SF writers on the future

Former BB Guestblogger John Shirley interviewed me, Pat Murphy, Kim Stanley Robinson, Norman Spinrad, Bruce Sterling and Ken Wharton, as science fiction writers, about the future. It's just showed up on Locus's website:

Cory Doctorow doubts the efficacy of big control and again sees information as the key: "The Stasi – the East German version of the KGB – had detailed files on virtually every resident of East Germany, yet somehow managed to miss the fact that the Berlin Wall was about to come down until it was already in rubble. Tell me again how a centralized government makes us more secure? September 11th wasn't a failure to gather enough intelligence: it was a failure to correctly interpret the intelligence in hand. There was too much irrelevant data, too much noise. Gathering orders of magnitude MORE noise just puts that needle into a much bigger haystack, while imposing high social costs. Fingerprinting visitors to the US and jailing foreign journalists for not understanding the impossibly baroque new visa regs makes America less secure (by encouraging people to lie about the purposes of their visit and by chasing honest people out of the country), not more."

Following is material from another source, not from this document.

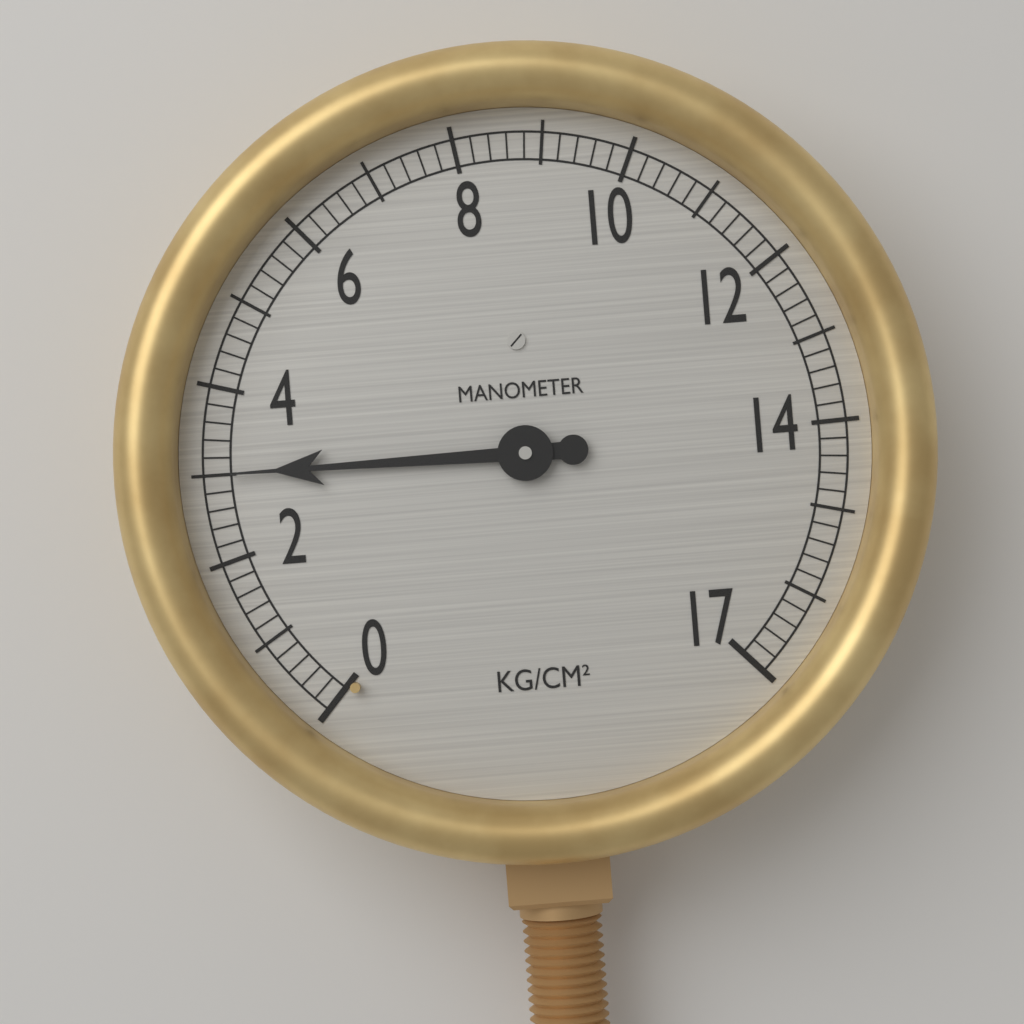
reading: 3.0 kg/cm²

Bruce Sterling speculates that big global government might take new shapes: "I had a brainstorm about this very problem recently. What if there were two global systems of governance, and they weren't based on control of the landscape? Suppose they interpenetrated and competed everywhere, sort of like Tory and Labour, or Coke and Pepsi. I'm kind of liking this European 'Acquis' model where there is scarcely any visible 'governing' going on, and everything is accomplished on the levels of invisible infrastructure, like highway regulations and currency reform."